What Happens As Countries Develop?

  • Social indicators improve
    • Health: Life expectancy, infant mortality
    • Education: Literacy, higher education
  • Structure of economy changes
    • Shift from agriculture to higher-paying urban jobs
  • Institutions develop and deepen
    • Legal, market, government, etc. (Ex: Contracts and Real Estate)
  • Accelerating then decelerating population growth
    • Emigration to immigration (the migration transition)
  • Application of science to problems of production

The Experiemntal Revolution in Development Economics

Conditional (or Social) Cash Transfer Programs

  • Programs that aim to reduce poverty and break cycle of poverty through human capital development.
  • The government (or a charity) transfers small sum of money to poor persons
    • If CCT, people must meet certain criteria (e.g enroll children into school, doctor visit, receive vaccination, etc.

CCTs

Social Protection vs. Production?

  • Should countries spend scarce resources on SCTs?
  • …or should they spend them on productive programs?
    • New crop technologies, input subsidies, crop price supports, extension
  • The big question UNICEF and governments face

Q: What Happens When A Transfer Hits the Target Household?

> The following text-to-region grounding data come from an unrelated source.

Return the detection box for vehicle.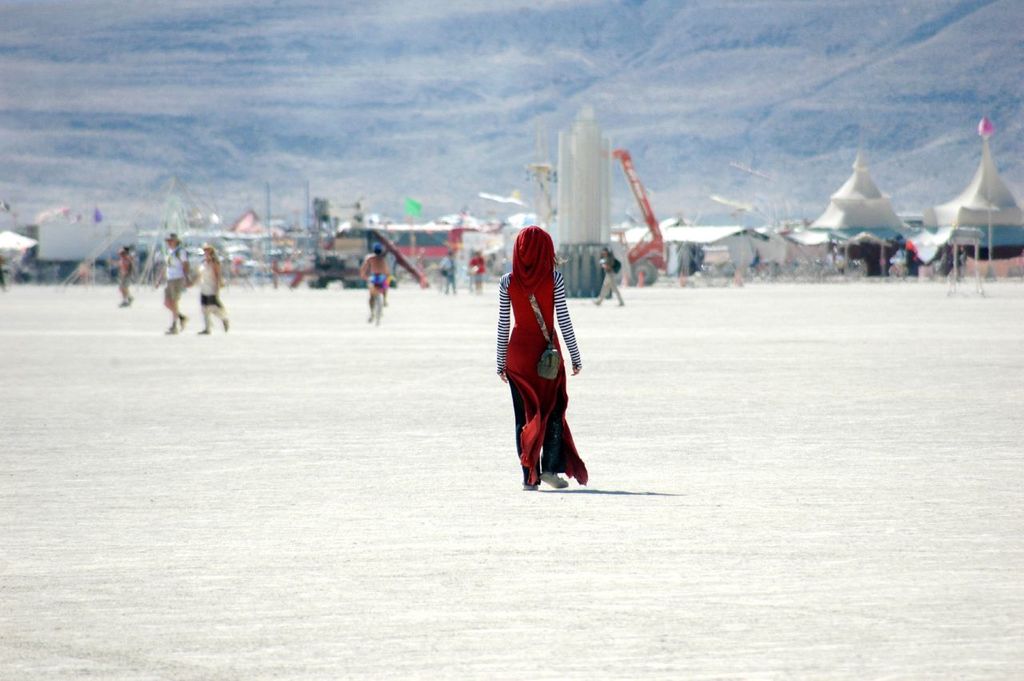
box=[463, 266, 483, 289].
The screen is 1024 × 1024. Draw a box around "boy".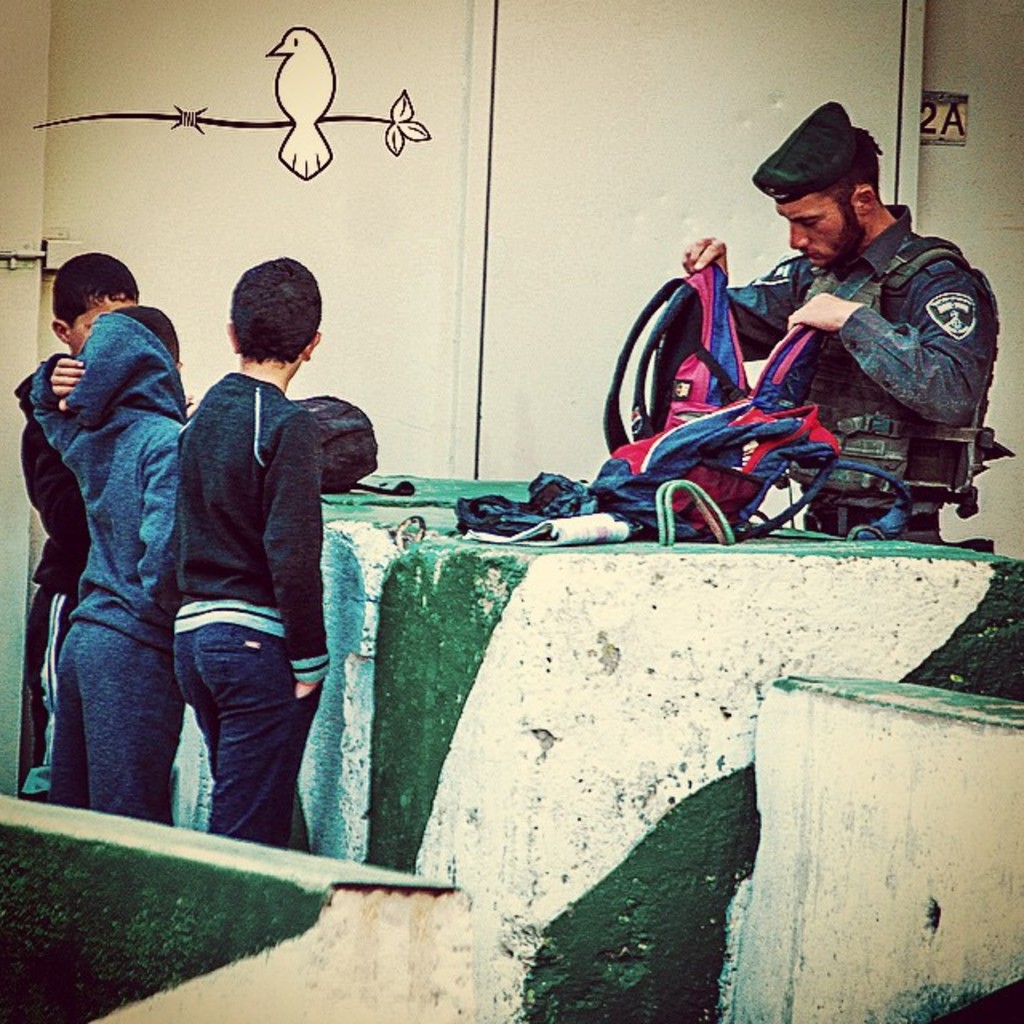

Expenditure shares on: A B C D
Crop 22% 27% 12% 15%
Livestock 25% 16% 30% 21%
Retail 32% 37% 27% 33%
Services 4% 4% 4% 6%
Production 2% 2% 2% 1%
ROW 15% 15% 25% 24%

Measuring the Causal Effect of Transfer on HH Income

  • Contagion and Income Multiplier Effects

Effect on Total Income

Multiplier Level Change
Total Income Y
- Nominal 2.23 7.38
- Real 1.36 4.5
- (CI) (1.25-1.45)

Effect on Household Incomes

Multiplier
Household A Income
- Nominal 1.15
- Real 1.03
Household C Income (Ineligible Households)
- Nominal 1.08
- Real 0.33

\[ \frac{0.33}{0.33 + 1.03} = 24% \]

Effects on Production

Production multiplier for: HH A (24% pop) HH C (76% pop)
Crop 0.03 0.15
Livestock 0.02 0.26
Retail 0.07 0.52
Services 0 0.08
Other Production 0 0
Total 0.13 1.01

How to Do Studies Like This?

  1. Compelling research problem
  2. Good theory
  3. Careful review of what others have done
  4. Clear, testable hypotheses
    • Here, that transfers create significant spillovers
  5. Good Data
  6. Convincing empirical approach

Group Discussions

Please break up into small groups (3-4):

  1. Introduce yourselves (name, hometown, major, year, most delicious food you ate during 春节)
  2. Any ideas on why some regions/countries are poor and others rich?
  3. Do you think China is a developing country?